Market performance analysis of the online news industry

Huang, Jing-rong, January 1900 (has links)
Thesis (Ph. D.)--University of Texas at Austin, 2007. / Vita. Includes bibliographical references.
114

Acquiring knowledge of digital video manipulation techniques and its effect on the perceived credibility of television news

Stavchansky, Arie L., January 1900 (has links)
Thesis (Ph. D.)--University of Texas at Austin, 2007. / Vita. Includes bibliographical references.
115

Nyhetsvanor.nu : nyhetsanvändning på internet 1998 till 2003 /

Bergström, Annika, January 2005 (has links)
Diss.
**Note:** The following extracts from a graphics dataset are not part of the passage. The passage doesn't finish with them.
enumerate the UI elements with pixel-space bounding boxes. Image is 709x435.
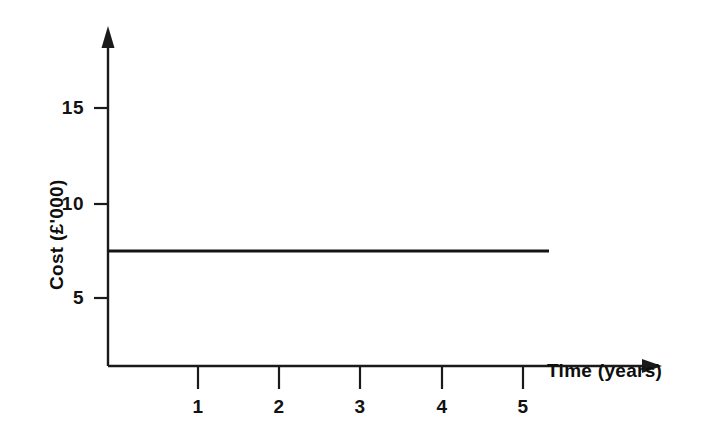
y-tick-label-15: 15 bbox=[40, 97, 84, 119]
x-tick-label-5: 5 bbox=[517, 396, 528, 418]
y-axis-title: Cost (£'000) bbox=[46, 179, 68, 290]
x-tick-label-1: 1 bbox=[192, 396, 203, 418]
x-tick-label-3: 3 bbox=[354, 396, 365, 418]
y-tick-label-5: 5 bbox=[40, 287, 84, 309]
y-axis-arrow-icon bbox=[102, 26, 115, 48]
x-tick-label-2: 2 bbox=[273, 396, 284, 418]
x-axis-title: Time (years) bbox=[547, 360, 662, 382]
chart-figure: 15 10 5 1 2 3 4 5 Cost (£'000) Time (yea… bbox=[0, 0, 709, 435]
x-tick-label-4: 4 bbox=[436, 396, 447, 418]
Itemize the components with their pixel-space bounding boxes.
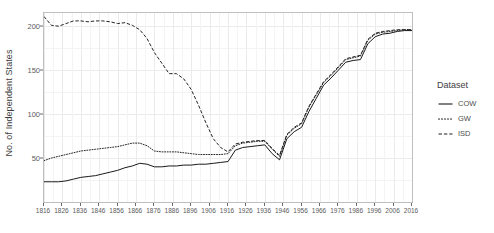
- legend-title: Dataset: [437, 80, 494, 90]
- y-tick-label: 50: [16, 154, 40, 163]
- x-tick-label: 1936: [257, 207, 271, 214]
- legend-item-isd[interactable]: ISD: [437, 126, 494, 141]
- x-tick-label: 1966: [312, 207, 326, 214]
- x-tick-label: 1856: [109, 207, 123, 214]
- x-tick-label: 1986: [349, 207, 363, 214]
- x-tick-label: 1916: [220, 207, 234, 214]
- legend: Dataset COWGWISD: [437, 80, 494, 141]
- x-tick-label: 1846: [91, 207, 105, 214]
- x-tick-mark: [356, 203, 357, 206]
- x-tick-label: 1886: [165, 207, 179, 214]
- gridline-major-vertical: [412, 13, 413, 202]
- x-tick-mark: [117, 203, 118, 206]
- x-tick-label: 1926: [238, 207, 252, 214]
- x-tick-label: 1976: [330, 207, 344, 214]
- x-tick-label: 1876: [146, 207, 160, 214]
- x-tick-mark: [43, 203, 44, 206]
- x-tick-label: 2006: [385, 207, 399, 214]
- x-axis-tick-labels: 1816182618361846185618661876188618961906…: [43, 207, 413, 219]
- series-layer: [44, 13, 412, 202]
- x-tick-mark: [301, 203, 302, 206]
- x-tick-mark: [319, 203, 320, 206]
- x-tick-label: 1866: [128, 207, 142, 214]
- y-tick-label: 150: [16, 66, 40, 75]
- y-tick-mark: [40, 114, 43, 115]
- x-tick-mark: [190, 203, 191, 206]
- x-tick-mark: [264, 203, 265, 206]
- x-tick-mark: [337, 203, 338, 206]
- y-tick-mark: [40, 26, 43, 27]
- plot-panel: [43, 12, 413, 203]
- x-tick-label: 2016: [404, 207, 418, 214]
- series-line-cow: [44, 31, 412, 182]
- series-line-gw: [44, 30, 412, 161]
- legend-items: COWGWISD: [437, 96, 494, 141]
- series-line-isd: [44, 17, 412, 156]
- x-tick-mark: [61, 203, 62, 206]
- x-tick-mark: [282, 203, 283, 206]
- legend-item-gw[interactable]: GW: [437, 111, 494, 126]
- x-tick-label: 1946: [275, 207, 289, 214]
- x-tick-mark: [153, 203, 154, 206]
- x-tick-label: 1826: [54, 207, 68, 214]
- chart-figure: No. of Independent States 50100150200 18…: [0, 0, 494, 233]
- x-tick-mark: [393, 203, 394, 206]
- x-tick-label: 1956: [293, 207, 307, 214]
- x-tick-label: 1996: [367, 207, 381, 214]
- x-tick-mark: [209, 203, 210, 206]
- legend-label: COW: [454, 99, 476, 108]
- x-tick-label: 1836: [73, 207, 87, 214]
- x-tick-mark: [411, 203, 412, 206]
- y-tick-label: 200: [16, 22, 40, 31]
- x-tick-mark: [374, 203, 375, 206]
- x-tick-label: 1816: [36, 207, 50, 214]
- x-tick-label: 1896: [183, 207, 197, 214]
- x-tick-mark: [227, 203, 228, 206]
- x-tick-mark: [80, 203, 81, 206]
- legend-item-cow[interactable]: COW: [437, 96, 494, 111]
- y-axis-title-text: No. of Independent States: [4, 49, 14, 156]
- legend-label: ISD: [454, 129, 471, 138]
- x-tick-mark: [98, 203, 99, 206]
- y-axis-tick-labels: 50100150200: [14, 0, 40, 233]
- y-tick-label: 100: [16, 110, 40, 119]
- y-tick-mark: [40, 158, 43, 159]
- x-tick-mark: [172, 203, 173, 206]
- legend-key-dotted-icon: [437, 113, 454, 125]
- x-tick-mark: [245, 203, 246, 206]
- legend-key-solid-icon: [437, 98, 454, 110]
- legend-key-dashed-icon: [437, 128, 454, 140]
- legend-label: GW: [454, 114, 471, 123]
- x-tick-label: 1906: [201, 207, 215, 214]
- y-tick-mark: [40, 70, 43, 71]
- x-tick-mark: [135, 203, 136, 206]
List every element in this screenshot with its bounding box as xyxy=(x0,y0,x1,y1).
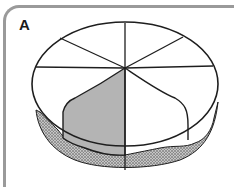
divided-disk-diagram xyxy=(0,0,234,187)
right-segment-outline xyxy=(125,68,188,140)
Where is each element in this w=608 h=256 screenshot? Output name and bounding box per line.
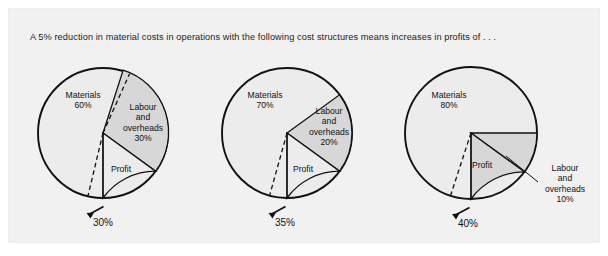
pie-3-materials-label: Materials 80% xyxy=(412,90,486,111)
pie-2-labour-value: 20% xyxy=(320,137,337,147)
pie-1-profit-label: Profit xyxy=(100,164,142,174)
pie-chart-2-svg xyxy=(212,60,362,236)
pie-3-materials-value: 80% xyxy=(440,100,457,110)
pie-2-labour-name-1: Labour xyxy=(316,106,343,116)
pie-2-materials-value: 70% xyxy=(256,100,273,110)
pie-3-profit-label: Profit xyxy=(461,160,503,170)
pie-1-materials-label: Materials 60% xyxy=(46,90,120,111)
pie-3-labour-value: 10% xyxy=(556,194,573,204)
pie-1-materials-name: Materials xyxy=(66,90,101,100)
pie-1-labour-name-2: and xyxy=(136,112,150,122)
pie-1-labour-name-1: Labour xyxy=(130,102,157,112)
pie-chart-1: Materials 60% Labour and overheads 30% P… xyxy=(28,60,178,236)
pie-1-labour-label: Labour and overheads 30% xyxy=(112,102,174,144)
pie-2-labour-name-3: overheads xyxy=(309,127,349,137)
pie-2-materials-name: Materials xyxy=(248,90,283,100)
pie-3-result-percent: 40% xyxy=(438,218,498,229)
pie-chart-3-svg xyxy=(396,60,546,236)
pie-3-labour-name-2: and xyxy=(558,173,572,183)
pie-chart-1-svg xyxy=(28,60,178,236)
pie-2-labour-name-2: and xyxy=(322,116,336,126)
pie-3-labour-name-3: overheads xyxy=(545,184,585,194)
figure-root: A 5% reduction in material costs in oper… xyxy=(0,0,608,256)
pie-1-result-percent: 30% xyxy=(73,217,133,228)
figure-caption: A 5% reduction in material costs in oper… xyxy=(30,31,590,43)
pie-chart-3: Materials 80% Labour and overheads 10% P… xyxy=(396,60,546,236)
pie-1-labour-name-3: overheads xyxy=(123,123,163,133)
pie-3-labour-label: Labour and overheads 10% xyxy=(534,163,596,205)
pie-2-labour-label: Labour and overheads 20% xyxy=(298,106,360,148)
pie-3-labour-name-1: Labour xyxy=(552,163,579,173)
pie-3-materials-name: Materials xyxy=(432,90,467,100)
pie-2-profit-label: Profit xyxy=(282,164,324,174)
pie-2-result-percent: 35% xyxy=(255,217,315,228)
pie-1-materials-value: 60% xyxy=(74,100,91,110)
pie-1-labour-value: 30% xyxy=(134,133,151,143)
pie-2-materials-label: Materials 70% xyxy=(228,90,302,111)
pie-chart-2: Materials 70% Labour and overheads 20% P… xyxy=(212,60,362,236)
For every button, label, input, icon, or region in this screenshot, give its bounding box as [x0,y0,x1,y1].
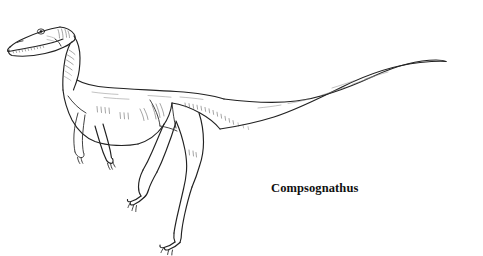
head-group [8,27,76,56]
forelimb-far [74,113,85,164]
body-group [63,80,224,145]
eye-icon [40,30,43,33]
hindlimb-near [160,113,204,255]
dinosaur-illustration [0,0,483,256]
species-label: Compsognathus [271,182,358,195]
tail-group [220,60,446,129]
illustration-page: Compsognathus [0,0,483,256]
head-hatching [47,29,70,42]
hindlimb-far [127,122,176,212]
forelimb-near [95,124,115,170]
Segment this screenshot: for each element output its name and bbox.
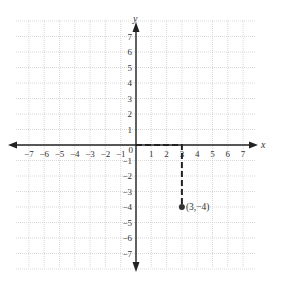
x-axis-arrow-right-icon [249,142,258,149]
y-tick-label: 3 [128,94,133,104]
x-tick-label: 7 [241,149,246,159]
x-tick-label: −6 [39,149,49,159]
y-tick-label: −1 [122,156,132,166]
x-tick-label: 0 [129,145,134,155]
x-tick-label: −5 [55,149,65,159]
y-tick-label: 1 [128,125,133,135]
y-tick-label: 4 [128,78,133,88]
y-tick-label: −6 [122,233,132,243]
y-tick-label: 6 [128,47,133,57]
point-label: (3,−4) [186,202,210,213]
x-tick-label: −2 [101,149,111,159]
x-axis-label: x [260,139,266,150]
x-tick-label: 2 [164,149,169,159]
y-tick-label: −2 [122,171,132,181]
y-tick-label: −4 [122,202,132,212]
x-tick-label: −7 [24,149,34,159]
y-tick-label: −3 [122,187,132,197]
axes [8,22,258,272]
x-tick-label: 4 [195,149,200,159]
coordinate-plane: −7−6−5−4−3−2−101234567−7−6−5−4−3−2−11234… [0,0,282,281]
x-tick-label: −4 [70,149,80,159]
x-tick-label: 6 [226,149,231,159]
y-axis-arrow-down-icon [133,262,140,272]
plot-svg: −7−6−5−4−3−2−101234567−7−6−5−4−3−2−11234… [0,0,282,281]
y-tick-label: −5 [122,218,132,228]
x-tick-label: −3 [85,149,95,159]
x-tick-label: 5 [210,149,215,159]
y-tick-label: 7 [128,32,133,42]
y-axis-label: y [132,13,138,24]
data-point [179,204,185,210]
x-tick-label: 1 [149,149,154,159]
y-tick-label: −7 [122,249,132,259]
y-tick-label: 5 [128,63,133,73]
x-axis-arrow-left-icon [8,142,17,149]
y-tick-label: 2 [128,109,133,119]
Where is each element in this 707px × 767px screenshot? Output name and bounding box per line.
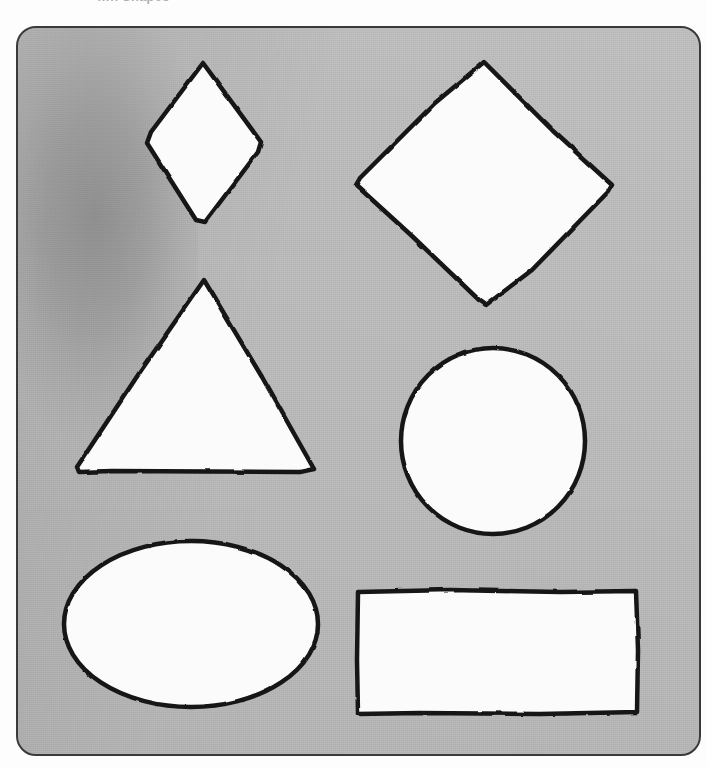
clipped-header-text: …h Shapes xyxy=(97,0,397,5)
shape-rectangle[interactable] xyxy=(357,590,638,714)
shape-ellipse[interactable] xyxy=(64,541,318,707)
shape-circle[interactable] xyxy=(401,348,585,534)
worksheet-page: …h Shapes xyxy=(0,0,707,767)
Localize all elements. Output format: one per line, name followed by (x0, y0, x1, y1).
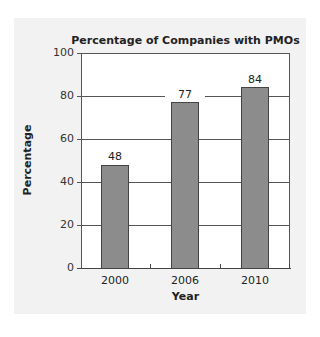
ytick-0: 0 (34, 261, 74, 274)
ytick-100: 100 (34, 46, 74, 59)
bar-label-2000: 48 (95, 151, 135, 163)
xtick-mark (150, 264, 151, 269)
y-axis-title: Percentage (21, 125, 34, 196)
bar-2010 (241, 87, 269, 269)
xlabel-2010: 2010 (230, 274, 280, 287)
bar-label-2006: 77 (165, 89, 205, 101)
bar-2006 (171, 102, 199, 269)
ytick-80: 80 (34, 89, 74, 102)
xlabel-2006: 2006 (160, 274, 210, 287)
ytick-60: 60 (34, 132, 74, 145)
ytick-40: 40 (34, 175, 74, 188)
bar-label-2010: 84 (235, 74, 275, 86)
ytick-mark-100 (77, 53, 81, 54)
ytick-20: 20 (34, 218, 74, 231)
x-axis-title: Year (81, 290, 290, 303)
xtick-mark (220, 264, 221, 269)
bar-2000 (101, 165, 129, 269)
xtick-mark (289, 264, 290, 269)
xlabel-2000: 2000 (90, 274, 140, 287)
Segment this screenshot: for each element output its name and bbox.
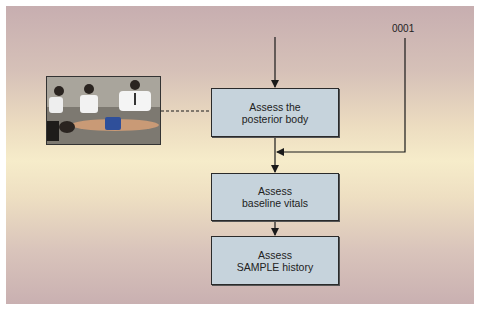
step-assess-sample-history: Assess SAMPLE history bbox=[211, 236, 339, 285]
assessment-photo bbox=[46, 76, 161, 145]
step-assess-baseline-vitals: Assess baseline vitals bbox=[211, 173, 339, 221]
step-label-line2: posterior body bbox=[242, 113, 309, 125]
photo-illustration bbox=[47, 77, 160, 144]
step-label-line2: SAMPLE history bbox=[237, 261, 313, 273]
step-label-line2: baseline vitals bbox=[242, 197, 308, 209]
reference-label: 0001 bbox=[392, 23, 414, 34]
step-assess-posterior-body: Assess the posterior body bbox=[211, 88, 339, 137]
step-label-line1: Assess the bbox=[242, 101, 309, 113]
step-label-line1: Assess bbox=[242, 185, 308, 197]
step-label-line1: Assess bbox=[237, 249, 313, 261]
Göteborg : Göteborgs universitet, 2005.
116

Television newsmagazines and the audience: a textual analysis and audience survey /

Rudolph, Kendra, January 2004 (has links)
Thesis (M.A.) in Communication--University of Maine, 2004. / Includes vita. Includes bibliographical references (leaves 84-91).
117

"The Ring Combination" : information, power, and the world news agency cartel /

Nalbach, Alexander Scott. January 1999 (has links)
Thesis (Ph. D.)--University of Chicago, Dept. of History, June 1999. / Includes bibliographical references. Also available on the Internet.
118

On the hesitation to share bad news three empirical studies /

Dibble, Jayson Lee. January 2008 (has links)
Thesis (Ph. D.)--Michigan State University. Dept. of Communication, 2008. / Title from PDF t.p. (viewed on July 23, 2009) Includes bibliographical references (p. 117-122). Also issued in print.
119

Beyond market-driven newswork : the relationship of dependency between public relations and local television news /

Rothschild, Arthur Jack, January 1998 (has links)
Thesis (Ph. D.)--University of Texas at Austin, 1998. / Vita. Includes bibliographical references (leaves 519-529). Available also in a digital version from Dissertation Abstracts.
120

"The Ring Combination" information, power, and the world news agency cartel /

Nalbach, Alexander Scott. January 1999 (has links)
Thesis (Ph. D.)--University of Chicago, Dept. of History, June 1999. / eContent provider-neutral record in process. Description based on print version record. Includes bibliographical references.